Beebe and a deputy declined to explain details of the new policy or confirm descriptions of it. They said that they first wanted to inform congressional staff members, officials and businesspeople who attended a closed meeting with regional INS officials April 27 in Portland.

The regional officials from California at that time promised reforms including consistent West Coast enforcement, cultural sensitivity training for inspectors and potential alternatives to jail. Beebe said that a follow-up meeting including the same "stakeholders" is tentatively scheduled for July 14. He said he wasn't sure whether it would be open to the public, as a regional official said after the last meeting.

Donaldson, the consular official, said that Beebe responded recently to an official inquiry by the South Korean government, stating that inadmissible foreigners would be housed in a hotel with a guard at the door before returning to Japan the next day. Foreigners with forged documents or other criminal conduct would still be sent to jail.

Managers of the Sheraton Portland Airport Hotel and the Hampton Inn Portland Airport have agreed to accommodate the guarded foreigners, said Harold Pollin, who owns both hotels. Airport hoteliers noted that rejected foreigners tend to be businesspeople or tourists who pose no security threat.

"It will be an improvement over what I have read to be a situation that hurt some feelings," Pollin said.

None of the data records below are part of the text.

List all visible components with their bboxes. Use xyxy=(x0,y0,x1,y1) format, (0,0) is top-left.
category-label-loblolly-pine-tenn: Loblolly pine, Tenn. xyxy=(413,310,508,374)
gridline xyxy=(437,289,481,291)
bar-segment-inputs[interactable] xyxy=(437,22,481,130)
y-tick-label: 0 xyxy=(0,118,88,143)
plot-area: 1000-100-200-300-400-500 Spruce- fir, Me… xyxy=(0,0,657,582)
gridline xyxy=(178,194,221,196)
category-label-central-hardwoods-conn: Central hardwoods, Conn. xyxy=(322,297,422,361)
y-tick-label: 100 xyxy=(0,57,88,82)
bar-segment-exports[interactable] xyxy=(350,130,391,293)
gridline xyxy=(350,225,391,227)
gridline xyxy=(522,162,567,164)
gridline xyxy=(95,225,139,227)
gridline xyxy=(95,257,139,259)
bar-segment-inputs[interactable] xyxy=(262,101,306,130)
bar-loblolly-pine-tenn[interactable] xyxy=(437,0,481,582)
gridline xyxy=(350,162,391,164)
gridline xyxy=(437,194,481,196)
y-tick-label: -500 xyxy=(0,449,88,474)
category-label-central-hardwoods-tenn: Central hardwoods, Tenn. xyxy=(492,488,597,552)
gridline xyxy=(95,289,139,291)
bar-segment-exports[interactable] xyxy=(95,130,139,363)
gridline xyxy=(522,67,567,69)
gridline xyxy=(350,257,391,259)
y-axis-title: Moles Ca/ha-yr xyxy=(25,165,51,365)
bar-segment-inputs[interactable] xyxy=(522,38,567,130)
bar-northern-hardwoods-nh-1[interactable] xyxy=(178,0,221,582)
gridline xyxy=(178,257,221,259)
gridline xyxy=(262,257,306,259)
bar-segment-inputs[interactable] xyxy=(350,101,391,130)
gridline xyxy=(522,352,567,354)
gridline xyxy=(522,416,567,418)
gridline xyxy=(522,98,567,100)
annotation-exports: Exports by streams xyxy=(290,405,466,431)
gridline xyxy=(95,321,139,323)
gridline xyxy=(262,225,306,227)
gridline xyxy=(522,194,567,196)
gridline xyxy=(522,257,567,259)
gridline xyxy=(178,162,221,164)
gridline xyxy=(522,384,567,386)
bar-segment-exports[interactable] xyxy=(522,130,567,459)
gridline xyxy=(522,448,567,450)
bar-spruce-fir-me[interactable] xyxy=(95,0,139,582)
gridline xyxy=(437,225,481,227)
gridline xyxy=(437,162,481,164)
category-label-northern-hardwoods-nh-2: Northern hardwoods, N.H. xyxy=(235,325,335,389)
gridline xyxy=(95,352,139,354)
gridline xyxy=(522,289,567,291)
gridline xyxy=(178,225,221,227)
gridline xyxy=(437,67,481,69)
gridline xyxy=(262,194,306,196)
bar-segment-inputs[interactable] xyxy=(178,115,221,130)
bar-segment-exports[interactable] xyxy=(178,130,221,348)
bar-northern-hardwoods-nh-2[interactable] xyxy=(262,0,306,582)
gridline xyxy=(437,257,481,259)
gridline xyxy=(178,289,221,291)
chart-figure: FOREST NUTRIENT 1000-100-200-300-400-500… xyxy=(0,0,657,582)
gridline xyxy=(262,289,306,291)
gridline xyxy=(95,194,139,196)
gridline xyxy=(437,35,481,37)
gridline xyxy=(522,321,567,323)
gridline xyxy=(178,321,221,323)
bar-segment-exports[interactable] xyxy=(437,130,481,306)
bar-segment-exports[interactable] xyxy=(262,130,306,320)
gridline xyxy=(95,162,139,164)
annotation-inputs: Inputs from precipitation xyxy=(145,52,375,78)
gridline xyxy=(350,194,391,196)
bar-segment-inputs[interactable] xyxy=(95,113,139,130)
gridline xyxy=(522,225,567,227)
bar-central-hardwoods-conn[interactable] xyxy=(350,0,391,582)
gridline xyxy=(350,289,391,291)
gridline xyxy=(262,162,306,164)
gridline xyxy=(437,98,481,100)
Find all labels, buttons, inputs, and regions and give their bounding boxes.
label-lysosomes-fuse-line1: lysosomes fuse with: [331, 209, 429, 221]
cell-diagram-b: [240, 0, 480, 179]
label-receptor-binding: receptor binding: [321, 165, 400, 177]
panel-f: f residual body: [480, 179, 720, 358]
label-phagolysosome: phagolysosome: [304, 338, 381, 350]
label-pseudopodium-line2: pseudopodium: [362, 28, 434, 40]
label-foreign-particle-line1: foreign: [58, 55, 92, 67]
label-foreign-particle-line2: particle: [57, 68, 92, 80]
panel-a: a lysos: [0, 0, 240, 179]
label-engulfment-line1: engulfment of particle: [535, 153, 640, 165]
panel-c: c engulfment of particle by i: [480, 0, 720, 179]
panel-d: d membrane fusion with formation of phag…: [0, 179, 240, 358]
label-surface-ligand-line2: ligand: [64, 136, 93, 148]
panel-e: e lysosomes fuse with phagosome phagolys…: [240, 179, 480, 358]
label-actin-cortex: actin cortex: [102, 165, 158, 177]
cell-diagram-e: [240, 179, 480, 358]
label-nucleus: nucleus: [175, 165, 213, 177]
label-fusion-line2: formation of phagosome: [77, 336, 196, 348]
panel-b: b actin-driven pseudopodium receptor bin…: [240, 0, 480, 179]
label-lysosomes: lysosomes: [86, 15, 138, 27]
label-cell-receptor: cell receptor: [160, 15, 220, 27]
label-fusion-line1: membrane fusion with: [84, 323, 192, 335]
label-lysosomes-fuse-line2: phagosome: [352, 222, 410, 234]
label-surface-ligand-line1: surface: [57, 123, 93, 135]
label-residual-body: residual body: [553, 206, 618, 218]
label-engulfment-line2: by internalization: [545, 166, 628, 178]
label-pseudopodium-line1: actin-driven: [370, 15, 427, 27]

The INS plans to allow barred foreigners who miss same-day return flights to fly back to Japan through other West Coast airports if possible, Donaldson said. He plans to continue to compare Portland inspectors' rejection rate with those of INS officials at other airports.

Suzanne Miller, Port of Portland aviation marketing general manager, confirmed that the INS would switch from jail cells to hotel rooms, and welcomed the move. Miller met last week in Seoul with the INS Asian regional director concerning the problems.

"We want people to know that we feel this has been addressed quite well," Miller said, "and that if they have been routing their passengers to other gateways to please come back and try again."

A Delta Air Lines official also welcomed the new INS stance as a significant step. "There are still companies that are not bringing their travelers through Portland because of the INS problem," said David Zielke, Delta district sales manager in Portland.

Zielke said that Delta's remaining two daily nonstop routes between Portland and Japan have yielded modest revenue increases in recent months. But revenues remain less than desired as some passengers connect to Japan through other West Coast airports, he said.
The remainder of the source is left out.